The Appellant is a male, a citizen of Pakistan, who was born on 10 th September 1986. He appealed against the refusal of entry clearance as a family visitor by the Respondent in a decision dated 17 th June 2013. The Appellant's claim is that he wishes to visit his brother, Mr Mohammed Altaf, who is the Sponsor and his sisters. He had made a previous application for entry clearance which had been refused less than two months previously.
The judge had regard to the fact that there was a letter from Mughal Construction dated 28 th May 2013 confirming that the Appellant had been employed full-time for five years earning 20,000 rupees and that he had been granted three months' leave. There was also a bank statement in the Appellant's name (see paragraph 8). The judge did not draw any adverse inferences at all from the fact that the Appellant's employer had granted him three months' leave to go to the UK (see paragraph 12).
However, if the Appellant's job could be filled during the time that he was away for three months, then, "It should equally be possible to fill his job on a permanent basis so that the employer would not be disadvantaged should the Appellant chose not to return and hence would not be concerned to ascertain his intention" (see paragraph 13).
The fact was that this was a case where the Appellant lived with his parents and he owned no property of his own and had no family of his own (see paragraph 14).
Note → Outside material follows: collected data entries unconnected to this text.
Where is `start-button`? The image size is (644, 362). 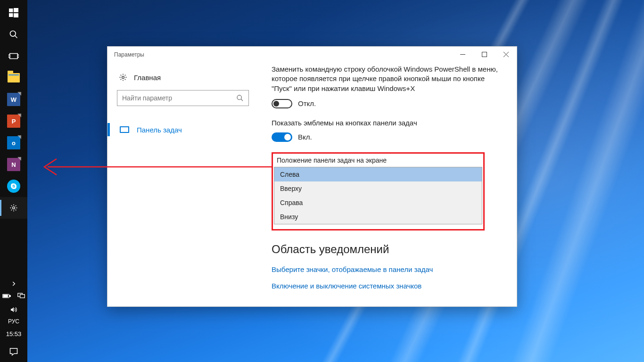 start-button is located at coordinates (14, 13).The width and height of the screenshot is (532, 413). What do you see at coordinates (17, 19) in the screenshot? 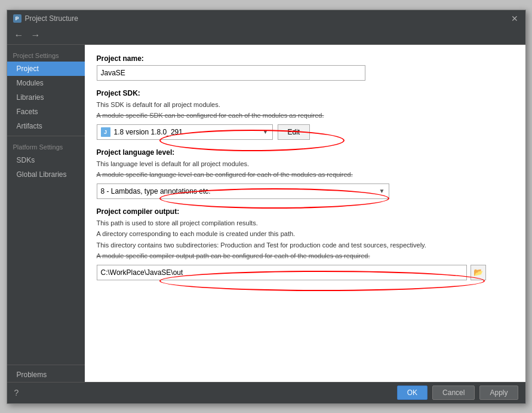
I see `app-icon: P` at bounding box center [17, 19].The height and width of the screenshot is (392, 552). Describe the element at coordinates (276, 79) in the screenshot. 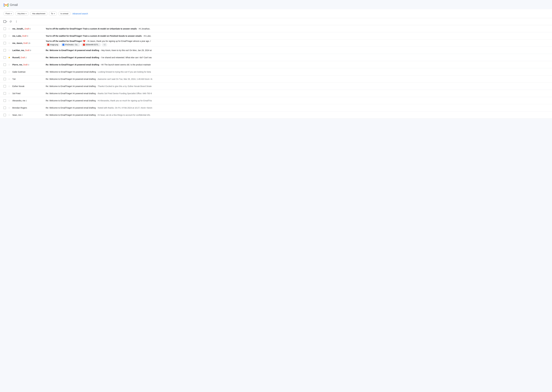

The judge concluded that,
Auto-extracted from BAILII. Full structured brief in progress — the source links below give you the verbatim judgment in the meantime.
Multiple official and mirror sources — pick whichever loads cleanly on your network.
Common Room
0 comments · About the Common Room →
No comments yet — start the discussion.
Voted-best comments help future students and feed Caselaw's AI study tools.